The Times/1895/Obituary/George Paul Macdonell
A correspondent writes as follows:—"Many friends will hear with regret of the death of Mr. George Paul Macdonell, of Lincoln's Inn and 40, Lansdowne-crescent. His illness was short, his end sudden. He had gone with his wife and child to Haslemere to visit friends at Whitsuntide. He caught a chill after playing cricket; pneumonia set in; and he passed quietly away in his sleep on the evening of Sunday. After studying at Aberdeen University, where he took the gold medal for general scholarship, he joined the Bar. An unaffected modesty of nature, a dislike of every form of self-seeking, prevented rapid success. With subtilty of mind, which found delight in metaphysical and ethical, rather than legal, problems, he seemed to some far less eager than most barristers for professional success, and, interested in literature and philosophy, to let the stream flow by. But, almost in spite of himself, practice, and that of the best kind, came; and more than one law officer found in him, in the preparation of opinions, a valuable assistant. Chiefly in magazine and newspaper articles, for the most part unsigned, and in such contributions as his essay in Mr. Bryce's book "Two Centuries of Irish History," is any record of a singularly acute and incisive intellect. Over the proofs of friends' books he would labour with even more zeal than over his own, supplying them with authorities which they had not thought; and it is characteristic that a clever little volume which he wrote several years ago passed through some 15 editions and was reprinted in America, without his ever putting his name to it. A volume on the "Functions of Government" was about to be published when he died.
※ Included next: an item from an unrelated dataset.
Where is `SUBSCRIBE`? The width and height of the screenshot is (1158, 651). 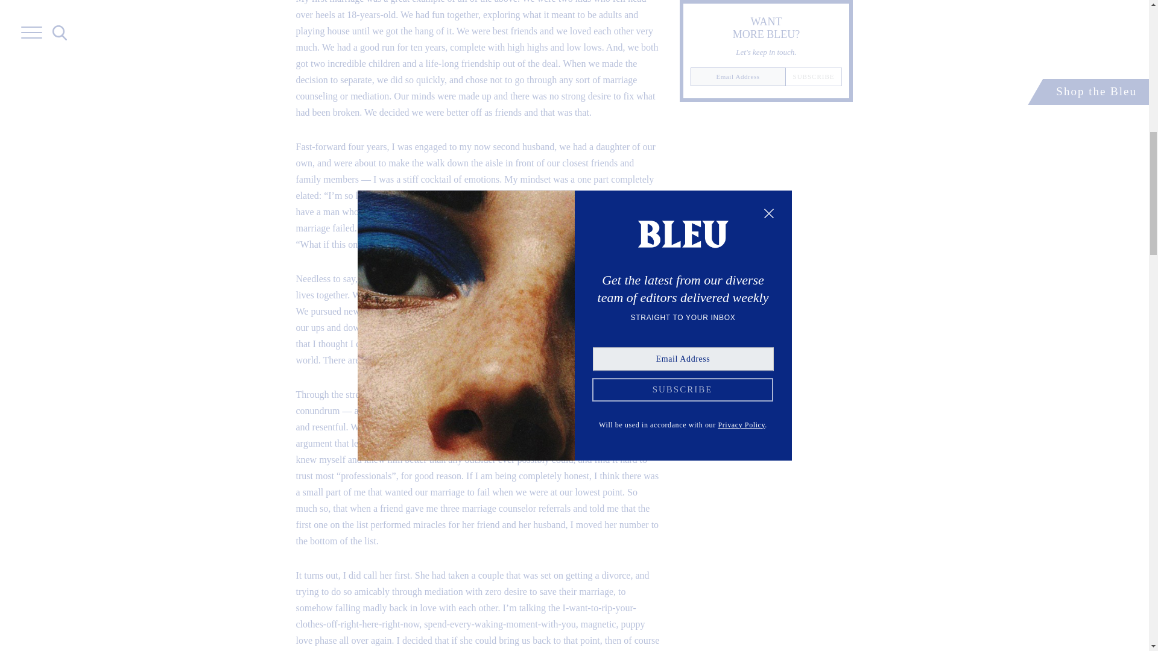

A long-planned treatise on the law of mortgages did not see the light, chiefly because his high standard of workmanship was not satisfied. His friends will not soon forget that beautiful nature, which in every relation of life freely gave, never exacted, never murmured; full of generous interest; content to be itself and to look out in a spirit of gentle irony upon the result." The funeral of Mr. George Macdonell will take place on Thursday, at 3 45 p.m., at Woking Crematorium.
This work was published before January 1, 1929, and is in the public domain worldwide because the author died at least 100 years ago.